Start to 2026 Housing Market Feels Less Predictable

Which home sells first
Which home sells first

Why the 2026 Housing Market Feels Less Predictable

Lately, I have heard more agents use words like “whacky,” “uneven,” and “unpredictable” to describe today’s early spring housing market. That reaction makes sense. In some cases, attractive homes are sitting longer than expected. In others, homes that seem flawed, dated, or even ambitiously priced still manage to attract offers. That can feel confusing, especially when compared with the more uniform momentum many people felt a year ago.

The good news is that this may not be randomness as much as a market that has become more selective.

A Pattern Showing Up Across Markets

Recent reporting from other states points in that direction. In Minnesota, the Star Tribune said February’s median price dip was “indicating sellers’ waning power.” The same article also quoted Minnesota Realtors President Wendy Uzelac saying buyers are “more selective and payment sensitive nowadays than a few years ago.” In Seattle, Axios reported that buyers “still aren’t biting” even as listings rise. And in Texas, Texas REALTORS® said, “It is crucial to know your own market and base decisions on hyper-local information.”

That combination helps explain why the market can feel less linear in 2026.

Why the Market Feels Less Linear

A nice home may still linger if the monthly payment feels too high, the taxes or HOA fees are a stretch, the floor plan does not solve a buyer’s needs, or the price leaves too little room for imperfection. At the same time, a less polished property may still get traction if it solves a specific pain point. It might offer first-floor living, a rare or needed location, a lower entry price, quick possession, extra garage space, or some other practical advantage that matters more to a motivated buyer than perfect finishes.

The market, in other words, may be rewarding usefulness and fit more than broad momentum.

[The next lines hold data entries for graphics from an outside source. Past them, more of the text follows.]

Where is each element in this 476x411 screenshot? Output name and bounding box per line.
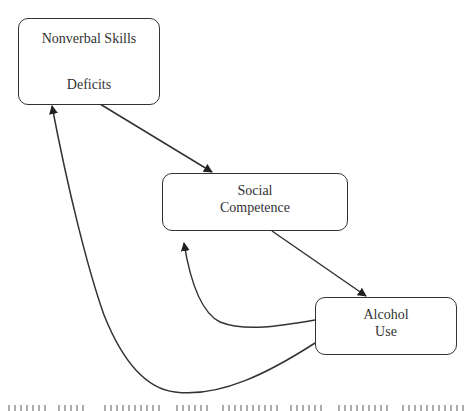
edge-au-to-sc — [184, 243, 315, 327]
node-label-line: Alcohol — [316, 306, 456, 323]
edge-nvsd-to-sc — [100, 104, 212, 172]
diagram-canvas: Nonverbal Skills Deficits Social Compete… — [0, 0, 476, 411]
node-social-competence: Social Competence — [162, 173, 348, 231]
node-label-line: Use — [316, 323, 456, 340]
cropped-caption-text — [0, 402, 476, 411]
edge-sc-to-au — [272, 231, 366, 296]
node-label-line: Deficits — [19, 76, 159, 93]
node-label-line: Competence — [163, 199, 347, 216]
node-label-line: Nonverbal Skills — [19, 30, 159, 47]
edge-au-to-nvsd — [52, 106, 315, 393]
node-nonverbal-skills-deficits: Nonverbal Skills Deficits — [18, 18, 160, 105]
node-label-line: Social — [163, 182, 347, 199]
node-alcohol-use: Alcohol Use — [315, 297, 457, 355]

That does not mean every market is the same. In fact, the opposite may be true. All real estate is local, and even within the same city, different price ranges and property types can behave very differently at the same time. Broad headlines only go so far. Even if “the market” is moving one way in a statewide report, a specific neighborhood, school area, condo segment, or price bracket may be telling a different story. Texas REALTORS® reinforced that local point in its 2025 year-in-review release, which also noted that active listings rose statewide and homes were available longer in most markets.

When multiple homes for sale same neighborhood

A Local Example in Neenah

A good local example is Memorial Park Estates in Neenah. Currently there are 7 active listings in the MLS (6 from RANW, 1 not pictured from Metro) for the association as of 03/25/2026, within an Association of approx. 108 units. That means roughly 6.5% of the entire project was on the market at the same time. In one small corner of the market, that is a meaningful amount of visible inventory.

What makes that snapshot more interesting is that the seven listings were not all behaving the same way. In the current snapshot, days on market range from 10 days to 202 days, with others at 57, 65, 79, 89, and 124. So even within one association, with similar ownership format and shared amenities, buyer response was uneven. Some units were fresh to market. Some had been available for months. That is exactly the kind of pattern that makes today’s market feel harder to predict at first glance.

The Memorial Park Estates example does not prove weakness by itself. It does, however, show how inventory can build in pockets. When several similar units are available at the same time, buyers gain comparison power. They can weigh location within the association, level of updates, floor plan, monthly fees, condition and perceive a value much more differently or carefully.

Why This Matters for Sellers and Buyers

In that kind of setting, “nice” may not be enough on its own. A seller may need to be best-priced, best-presented, or best-matched to a specific buyer need.  Or, an x-factor can apply that nobody but the Buyer will know, but be questioned by future buyers and sellers.

That may be the best way to understand the 2026 market. It is not necessarily irrational. It may simply be more selective, more payment-sensitive, and more segment-driven than many sellers grew used to. The Star Tribune’s point about “sellers’ waning power,” Axios’s comment that buyers “still aren’t biting,” and Texas REALTORS®’ emphasis on “hyper-local information” all fit the same broader idea: demand is still out there, but it is no longer landing evenly across all listings.

So when agents say the market feels less predictable, they may be right. But that does not mean it is random. It may simply mean that broad market momentum has faded enough for individual buyer motivations to matter more. Some homes still sell because they are especially appealing. Others sell because they solve a specific problem. And some sit because, in a more comparative market, buyers no longer feel pressure to overlook everything at once.

In 2026, understanding where the market is uneven may matter more than ever.

Sources: Star Tribune on Minnesota’s February 2026 housing shift, including “indicating sellers’ waning power” and the comment that buyers are “more selective and payment sensitive nowadays than a few years ago”; Axios Seattle on buyers who “still aren’t biting”; Texas REALTORS® on relying on “hyper-local information” and the broader trend of more active listings and longer market times; MLS Memorial Park Estates data 03/25/2026 showing 7 active listings of differing offer status, and days on market ranging from 10 to 202.